The books had them down as surreptitious-entry techs, but it was less formal than that: these men had jimmied, shimmied, and picked their way into embassies, boudoirs, code rooms, and missile bunkers around the world. They called themselves “rum dubbers” or steel-bolt hackers; their Harley-Davidson and Jack Daniel’s belt buckles had squeezed past laths and joists, under electrified wire, around cable runs, over roof slates covered in snow. Older now, in their fifties and sixties, they traveled less. A new breed—cuticle chewers with laptops—was needed to get past infrared cameras and biometric electronic locks. And the Golden Age of Surreptitious Entry had passed. No modern ops manager in the intelligence community today wanted to authorize a delicate physical-entry operation with career-ending risk written all over it.

But there were exceptions. In Shlykov’s case, the object of this clambake was not to emplace microphones or cameras, nor was it to open safes and quick-copy classified materials with a roll-over camera. Rather, the object of this surreptitious entry was to leave things behind.

KADINBUDU KÖFTE—LADIES’ THIGHS MEATBALLS

Divide ground lamb and beef into thirds. Sauté two-thirds of the ground lamb and beef with chopped onion until meat is cooked and onions are soft. Mix with remaining one-third raw meat, egg, parsley, salt, and pepper. Knead mixture to incorporate and refrigerate until firm. Form thick finger-sized köfte, roll in flour, dip in egg wash, and fry in oil until köfte are crispy on the outside. Serve with a tomato salad and garlic-yogurt dressing.

19

Checkmate

Nate and the three technical officers stood in the darkened hallway in front of Shlykov’s apartment. The old concierge finally had left her post for the evening and the CIA men had silently walked up four flights of stairs, each stepping in the slipstream of the others’ tension. Last in line, Nate saw that even though the staircase was well-washed marble, the good ol’ boys by habit walked on the outside of the treads to avoid squeaks; each step likewise was taken supinating on the outside of their cowboy-boot soles, eliminating the sound of footfalls in the stairwell.

This had all been Nate’s plan, the ghost transmissions, the signals, the surveillance. For the final act he had blithely suggested an entry to Shlykov’s Beyoǧlu apartment. But Nate had never before gone in with a veteran surreptitious-entry team; he was nervous as the whole show revolved around this break-in. Thank Christ these old boys were unflappable. The lead tech, a fifty-five-year-old peckerwood from Alabama named Gaylord, knelt in front of Shlykov’s door. He had a potbelly and knuckly hands; his white hair was wavy. His teammates had told Nate that he could pick any lock. Gaylord looked at the lock, turned to the others, and whispered “We got a Russian, in an apartment in Turkey, and the door’s got a Yale lock.” Nate was unsure whether the discovery of a Yale lock in Turkey was in effect good or bad, but concluded it must be good. With bird-like fingers on those beefsteak hands, Gaylord inserted a brass bump key into the keyway, feeling the pins through the tips of his fingers. He seated the key firmly, applied slight pressure on the cylinder, and sharply rapped the bow of the key with the rubber handle of a screwdriver. The pins jumped with the shock transmitted through the bump key, the cylinder rotated, and they were in. No emotion out of any of them; they just straightened and quietly entered the darkened apartment.

Shlykov’s apartment smelled neutral, like an intensive-care unit, hot and sanitized. It was neither messy nor neat; he didn’t have many possessions. The great repositories of a man’s secrets—the bedside table drawers—were empty: no books; no porn; no pics, empty. The second window into a man’s life, the fridge: no beer; no veg; no spice; no ice. The box was cold and sour. Most of all, Nate could not identify in the apartment where Shlykov’s personal spot was. No armchair with reading lamp; no ass-worn couch in front of the television; no canvas chair on the grimy little balcony. Did this guy hang by his heels from the closet rod until dusk?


For every line in the material below that holds "Event", report the line.
Start of Block
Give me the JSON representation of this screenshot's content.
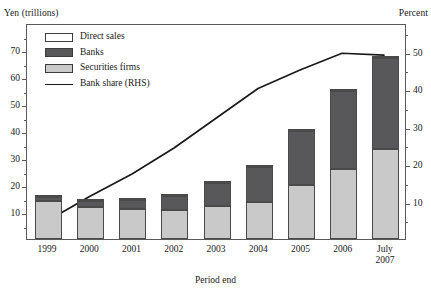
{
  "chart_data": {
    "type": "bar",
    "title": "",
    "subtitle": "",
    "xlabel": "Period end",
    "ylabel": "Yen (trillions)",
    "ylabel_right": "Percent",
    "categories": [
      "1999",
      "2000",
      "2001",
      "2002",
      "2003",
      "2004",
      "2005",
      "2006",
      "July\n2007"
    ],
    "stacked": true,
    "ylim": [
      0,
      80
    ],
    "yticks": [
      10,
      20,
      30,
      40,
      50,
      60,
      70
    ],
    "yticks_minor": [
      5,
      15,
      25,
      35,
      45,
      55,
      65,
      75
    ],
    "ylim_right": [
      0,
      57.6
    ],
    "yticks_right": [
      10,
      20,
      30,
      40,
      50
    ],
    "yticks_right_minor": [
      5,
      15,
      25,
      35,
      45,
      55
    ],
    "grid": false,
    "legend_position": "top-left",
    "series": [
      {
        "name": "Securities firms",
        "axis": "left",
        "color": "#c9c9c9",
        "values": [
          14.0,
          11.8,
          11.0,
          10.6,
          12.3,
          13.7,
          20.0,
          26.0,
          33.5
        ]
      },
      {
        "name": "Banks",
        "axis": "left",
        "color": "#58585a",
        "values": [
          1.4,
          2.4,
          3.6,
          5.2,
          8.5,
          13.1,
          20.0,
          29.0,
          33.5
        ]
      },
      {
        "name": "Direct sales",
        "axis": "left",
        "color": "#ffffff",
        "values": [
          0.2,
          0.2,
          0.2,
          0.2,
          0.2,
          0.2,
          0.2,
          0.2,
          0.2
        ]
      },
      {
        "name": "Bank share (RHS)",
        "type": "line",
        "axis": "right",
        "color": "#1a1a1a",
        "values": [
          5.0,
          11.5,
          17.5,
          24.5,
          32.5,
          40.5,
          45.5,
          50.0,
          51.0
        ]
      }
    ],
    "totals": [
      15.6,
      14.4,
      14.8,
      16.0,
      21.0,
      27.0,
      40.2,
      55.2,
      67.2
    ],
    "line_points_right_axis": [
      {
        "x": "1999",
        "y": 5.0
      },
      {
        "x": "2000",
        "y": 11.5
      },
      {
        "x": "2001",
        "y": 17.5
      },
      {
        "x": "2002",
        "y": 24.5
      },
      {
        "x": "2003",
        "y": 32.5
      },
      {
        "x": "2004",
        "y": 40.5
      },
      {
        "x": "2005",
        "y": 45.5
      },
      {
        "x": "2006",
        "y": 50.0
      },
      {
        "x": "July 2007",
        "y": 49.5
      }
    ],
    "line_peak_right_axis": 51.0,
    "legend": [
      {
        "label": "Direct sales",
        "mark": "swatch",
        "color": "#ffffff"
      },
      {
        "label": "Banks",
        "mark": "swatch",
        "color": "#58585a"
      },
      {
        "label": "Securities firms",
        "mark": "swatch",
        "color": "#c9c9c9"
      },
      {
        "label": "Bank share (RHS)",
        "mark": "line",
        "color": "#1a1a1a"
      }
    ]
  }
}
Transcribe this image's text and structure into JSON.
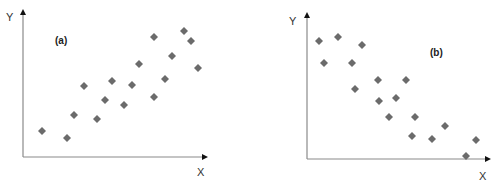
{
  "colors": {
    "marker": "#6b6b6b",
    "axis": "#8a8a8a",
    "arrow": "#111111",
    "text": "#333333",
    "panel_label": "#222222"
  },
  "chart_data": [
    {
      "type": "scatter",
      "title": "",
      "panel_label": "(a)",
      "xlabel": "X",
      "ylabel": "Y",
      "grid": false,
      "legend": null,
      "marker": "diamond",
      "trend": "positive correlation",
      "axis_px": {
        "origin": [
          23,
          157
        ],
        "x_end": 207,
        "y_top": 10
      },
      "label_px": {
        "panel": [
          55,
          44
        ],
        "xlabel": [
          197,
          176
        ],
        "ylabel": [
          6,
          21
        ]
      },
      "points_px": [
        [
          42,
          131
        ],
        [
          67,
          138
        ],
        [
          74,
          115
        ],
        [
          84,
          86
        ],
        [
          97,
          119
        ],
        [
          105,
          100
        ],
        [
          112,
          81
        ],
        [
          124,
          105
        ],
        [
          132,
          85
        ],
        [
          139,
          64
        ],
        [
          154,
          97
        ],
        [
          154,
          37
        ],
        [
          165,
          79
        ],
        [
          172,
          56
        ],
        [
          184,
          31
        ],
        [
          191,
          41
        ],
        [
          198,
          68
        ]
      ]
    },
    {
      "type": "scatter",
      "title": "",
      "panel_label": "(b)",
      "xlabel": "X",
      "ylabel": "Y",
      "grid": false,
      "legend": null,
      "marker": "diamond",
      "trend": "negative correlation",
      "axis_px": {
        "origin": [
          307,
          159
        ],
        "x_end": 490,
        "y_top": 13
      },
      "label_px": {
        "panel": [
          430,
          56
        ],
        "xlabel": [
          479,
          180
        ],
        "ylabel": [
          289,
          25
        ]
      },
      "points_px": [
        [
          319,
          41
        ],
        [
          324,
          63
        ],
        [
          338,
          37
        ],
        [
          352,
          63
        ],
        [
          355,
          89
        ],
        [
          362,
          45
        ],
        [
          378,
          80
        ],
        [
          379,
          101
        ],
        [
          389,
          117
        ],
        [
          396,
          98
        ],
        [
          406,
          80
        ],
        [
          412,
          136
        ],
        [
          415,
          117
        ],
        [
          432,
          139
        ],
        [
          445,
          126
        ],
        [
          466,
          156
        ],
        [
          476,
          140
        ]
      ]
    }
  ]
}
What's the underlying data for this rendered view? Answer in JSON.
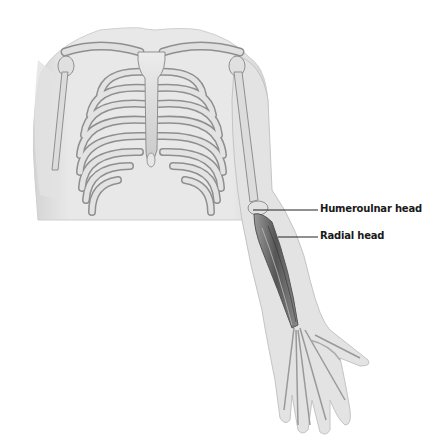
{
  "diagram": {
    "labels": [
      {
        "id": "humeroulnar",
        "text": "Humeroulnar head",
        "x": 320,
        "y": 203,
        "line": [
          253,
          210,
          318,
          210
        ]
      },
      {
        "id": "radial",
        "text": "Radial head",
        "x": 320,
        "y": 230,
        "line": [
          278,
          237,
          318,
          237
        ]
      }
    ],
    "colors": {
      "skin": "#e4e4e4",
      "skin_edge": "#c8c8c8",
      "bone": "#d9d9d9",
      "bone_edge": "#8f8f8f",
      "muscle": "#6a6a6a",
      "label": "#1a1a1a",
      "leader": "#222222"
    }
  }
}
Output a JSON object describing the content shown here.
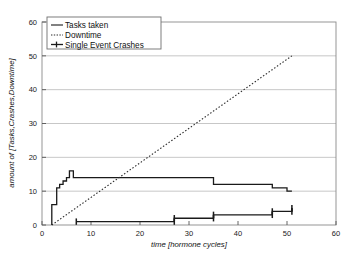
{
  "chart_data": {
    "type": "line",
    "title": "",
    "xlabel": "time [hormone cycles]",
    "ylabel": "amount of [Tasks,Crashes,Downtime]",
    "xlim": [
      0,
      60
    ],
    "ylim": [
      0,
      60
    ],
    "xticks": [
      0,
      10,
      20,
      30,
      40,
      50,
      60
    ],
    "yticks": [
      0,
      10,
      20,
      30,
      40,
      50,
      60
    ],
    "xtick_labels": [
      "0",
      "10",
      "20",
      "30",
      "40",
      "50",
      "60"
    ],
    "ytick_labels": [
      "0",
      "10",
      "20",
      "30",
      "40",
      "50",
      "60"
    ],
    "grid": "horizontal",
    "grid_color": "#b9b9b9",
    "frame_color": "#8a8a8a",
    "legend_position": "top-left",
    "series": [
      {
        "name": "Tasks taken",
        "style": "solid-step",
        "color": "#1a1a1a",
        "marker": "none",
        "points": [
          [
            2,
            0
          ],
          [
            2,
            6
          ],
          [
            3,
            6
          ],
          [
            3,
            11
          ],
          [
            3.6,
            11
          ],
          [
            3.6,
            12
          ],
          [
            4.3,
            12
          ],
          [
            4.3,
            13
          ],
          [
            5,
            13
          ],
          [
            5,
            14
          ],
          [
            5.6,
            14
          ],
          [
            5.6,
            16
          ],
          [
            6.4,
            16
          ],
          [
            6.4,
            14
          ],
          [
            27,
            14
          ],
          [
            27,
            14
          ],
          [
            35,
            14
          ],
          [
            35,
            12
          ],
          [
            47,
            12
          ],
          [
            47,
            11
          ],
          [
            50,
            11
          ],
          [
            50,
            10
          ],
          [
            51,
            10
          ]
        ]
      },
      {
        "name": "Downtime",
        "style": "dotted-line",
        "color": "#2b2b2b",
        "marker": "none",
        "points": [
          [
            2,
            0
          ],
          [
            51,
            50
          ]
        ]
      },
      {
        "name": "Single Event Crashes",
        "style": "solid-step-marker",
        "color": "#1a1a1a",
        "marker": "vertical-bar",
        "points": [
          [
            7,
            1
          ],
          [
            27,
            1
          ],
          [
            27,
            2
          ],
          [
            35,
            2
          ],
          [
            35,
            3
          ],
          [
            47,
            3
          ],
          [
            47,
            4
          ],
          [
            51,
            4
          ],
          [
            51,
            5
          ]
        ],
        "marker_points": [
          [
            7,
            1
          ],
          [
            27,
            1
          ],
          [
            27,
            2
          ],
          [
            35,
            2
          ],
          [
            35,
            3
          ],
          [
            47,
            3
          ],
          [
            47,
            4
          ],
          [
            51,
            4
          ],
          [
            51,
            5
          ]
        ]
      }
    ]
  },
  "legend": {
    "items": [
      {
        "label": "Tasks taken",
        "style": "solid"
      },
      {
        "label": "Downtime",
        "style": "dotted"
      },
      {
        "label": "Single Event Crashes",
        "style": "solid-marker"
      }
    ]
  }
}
End of Block
Start of Block
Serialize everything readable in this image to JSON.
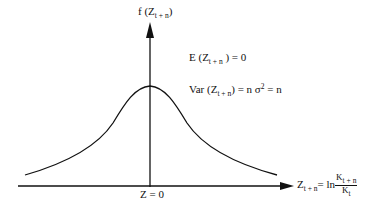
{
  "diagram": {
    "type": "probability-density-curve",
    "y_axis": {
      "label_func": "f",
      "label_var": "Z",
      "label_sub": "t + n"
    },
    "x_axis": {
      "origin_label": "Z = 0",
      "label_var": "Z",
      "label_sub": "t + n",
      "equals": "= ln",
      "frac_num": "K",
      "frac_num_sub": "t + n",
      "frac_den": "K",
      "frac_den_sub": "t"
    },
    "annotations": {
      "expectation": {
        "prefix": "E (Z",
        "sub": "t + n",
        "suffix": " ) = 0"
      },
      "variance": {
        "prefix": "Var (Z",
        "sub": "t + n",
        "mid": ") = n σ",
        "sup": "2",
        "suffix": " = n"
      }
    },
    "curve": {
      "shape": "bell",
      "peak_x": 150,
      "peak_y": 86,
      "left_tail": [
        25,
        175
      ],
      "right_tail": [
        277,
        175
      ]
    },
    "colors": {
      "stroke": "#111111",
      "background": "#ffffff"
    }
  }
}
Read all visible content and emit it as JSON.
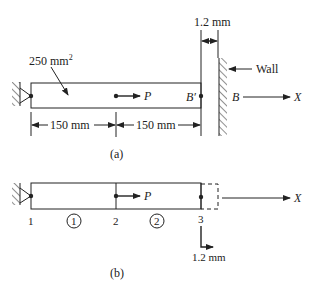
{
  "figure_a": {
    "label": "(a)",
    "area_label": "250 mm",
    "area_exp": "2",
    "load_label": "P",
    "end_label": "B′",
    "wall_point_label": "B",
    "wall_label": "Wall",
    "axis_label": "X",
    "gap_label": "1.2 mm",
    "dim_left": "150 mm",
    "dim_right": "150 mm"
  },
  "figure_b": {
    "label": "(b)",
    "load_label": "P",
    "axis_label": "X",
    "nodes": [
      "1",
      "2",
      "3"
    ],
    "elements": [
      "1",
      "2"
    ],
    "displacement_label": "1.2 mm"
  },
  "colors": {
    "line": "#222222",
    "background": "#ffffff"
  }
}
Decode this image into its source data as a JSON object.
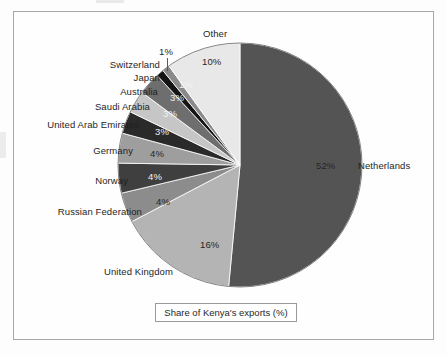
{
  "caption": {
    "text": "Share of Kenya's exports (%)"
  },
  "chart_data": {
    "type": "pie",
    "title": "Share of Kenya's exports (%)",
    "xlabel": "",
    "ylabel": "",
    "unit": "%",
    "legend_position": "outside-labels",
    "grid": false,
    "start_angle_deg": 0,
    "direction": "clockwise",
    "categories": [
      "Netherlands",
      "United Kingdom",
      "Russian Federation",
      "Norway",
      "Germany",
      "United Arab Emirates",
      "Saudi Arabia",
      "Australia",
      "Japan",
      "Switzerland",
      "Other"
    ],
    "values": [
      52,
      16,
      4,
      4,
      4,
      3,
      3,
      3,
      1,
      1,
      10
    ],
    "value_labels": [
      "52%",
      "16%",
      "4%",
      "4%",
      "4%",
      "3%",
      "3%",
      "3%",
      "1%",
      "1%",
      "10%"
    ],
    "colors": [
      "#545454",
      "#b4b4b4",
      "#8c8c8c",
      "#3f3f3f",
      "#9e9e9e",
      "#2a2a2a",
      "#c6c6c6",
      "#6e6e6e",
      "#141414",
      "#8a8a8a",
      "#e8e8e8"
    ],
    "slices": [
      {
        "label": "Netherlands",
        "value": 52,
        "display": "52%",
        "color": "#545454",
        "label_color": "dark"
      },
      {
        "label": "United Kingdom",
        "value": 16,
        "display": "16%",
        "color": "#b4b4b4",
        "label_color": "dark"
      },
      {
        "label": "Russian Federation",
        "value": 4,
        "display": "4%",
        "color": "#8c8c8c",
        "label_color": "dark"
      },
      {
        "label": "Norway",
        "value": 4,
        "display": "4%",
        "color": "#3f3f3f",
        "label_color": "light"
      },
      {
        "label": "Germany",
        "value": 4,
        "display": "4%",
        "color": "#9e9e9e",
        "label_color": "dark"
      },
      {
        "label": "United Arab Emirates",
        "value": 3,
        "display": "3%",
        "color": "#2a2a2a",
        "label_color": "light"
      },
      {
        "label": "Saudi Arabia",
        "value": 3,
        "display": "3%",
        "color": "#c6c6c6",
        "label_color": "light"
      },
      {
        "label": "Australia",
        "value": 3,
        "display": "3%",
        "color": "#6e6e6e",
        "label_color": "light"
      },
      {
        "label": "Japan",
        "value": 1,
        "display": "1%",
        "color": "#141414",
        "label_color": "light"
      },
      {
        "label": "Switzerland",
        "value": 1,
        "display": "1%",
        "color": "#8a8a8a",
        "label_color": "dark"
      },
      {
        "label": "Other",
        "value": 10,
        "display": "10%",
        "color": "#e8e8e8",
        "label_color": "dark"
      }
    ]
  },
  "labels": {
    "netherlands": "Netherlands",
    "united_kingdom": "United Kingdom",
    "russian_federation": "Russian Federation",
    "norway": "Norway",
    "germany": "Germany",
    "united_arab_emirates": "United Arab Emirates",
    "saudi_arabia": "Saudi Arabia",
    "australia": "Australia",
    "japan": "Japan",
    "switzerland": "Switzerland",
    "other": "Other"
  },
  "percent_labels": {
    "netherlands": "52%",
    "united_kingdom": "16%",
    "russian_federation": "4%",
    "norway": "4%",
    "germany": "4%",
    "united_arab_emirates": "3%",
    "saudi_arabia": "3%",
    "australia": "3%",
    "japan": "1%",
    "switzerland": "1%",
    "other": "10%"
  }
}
End of Block
Start of Block
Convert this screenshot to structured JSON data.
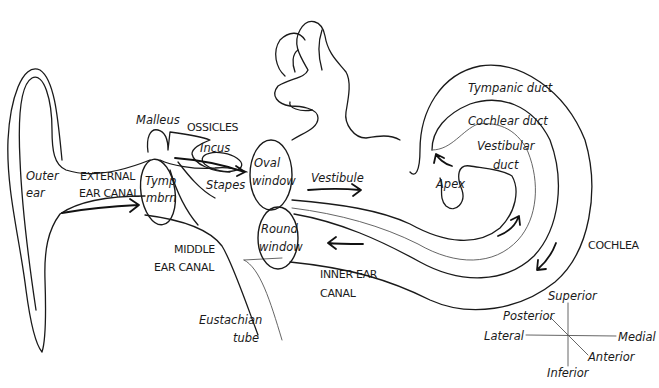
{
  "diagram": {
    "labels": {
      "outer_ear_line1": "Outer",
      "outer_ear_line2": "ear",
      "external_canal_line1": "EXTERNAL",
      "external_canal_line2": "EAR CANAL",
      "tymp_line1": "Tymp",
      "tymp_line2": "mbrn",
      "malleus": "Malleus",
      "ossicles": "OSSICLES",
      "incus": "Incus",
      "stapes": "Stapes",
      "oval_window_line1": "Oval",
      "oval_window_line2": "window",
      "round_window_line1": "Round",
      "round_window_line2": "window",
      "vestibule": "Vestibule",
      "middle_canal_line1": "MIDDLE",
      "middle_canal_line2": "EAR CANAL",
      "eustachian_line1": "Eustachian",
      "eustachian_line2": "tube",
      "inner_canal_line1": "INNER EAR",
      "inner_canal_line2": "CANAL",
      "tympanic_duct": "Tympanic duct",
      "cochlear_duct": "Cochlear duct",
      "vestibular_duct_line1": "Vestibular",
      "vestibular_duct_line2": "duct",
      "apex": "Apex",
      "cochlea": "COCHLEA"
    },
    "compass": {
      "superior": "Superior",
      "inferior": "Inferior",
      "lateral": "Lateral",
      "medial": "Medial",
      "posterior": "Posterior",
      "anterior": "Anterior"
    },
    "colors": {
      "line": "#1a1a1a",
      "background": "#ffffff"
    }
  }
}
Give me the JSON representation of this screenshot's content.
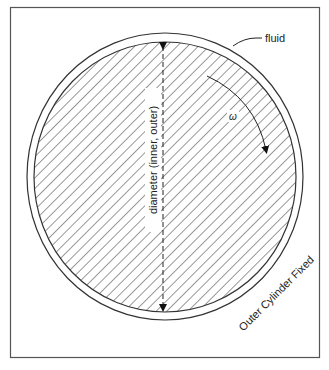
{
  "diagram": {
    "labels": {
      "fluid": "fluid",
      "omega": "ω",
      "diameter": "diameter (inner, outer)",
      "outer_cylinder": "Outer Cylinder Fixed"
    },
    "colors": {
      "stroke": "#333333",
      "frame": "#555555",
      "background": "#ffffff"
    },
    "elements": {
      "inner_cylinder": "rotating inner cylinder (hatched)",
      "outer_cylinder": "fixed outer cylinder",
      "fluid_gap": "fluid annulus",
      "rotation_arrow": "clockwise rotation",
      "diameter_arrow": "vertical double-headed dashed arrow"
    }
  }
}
End of Block
= Task response =
        "name": "Single Event Crashes",
        "label": "Single Event Crashes",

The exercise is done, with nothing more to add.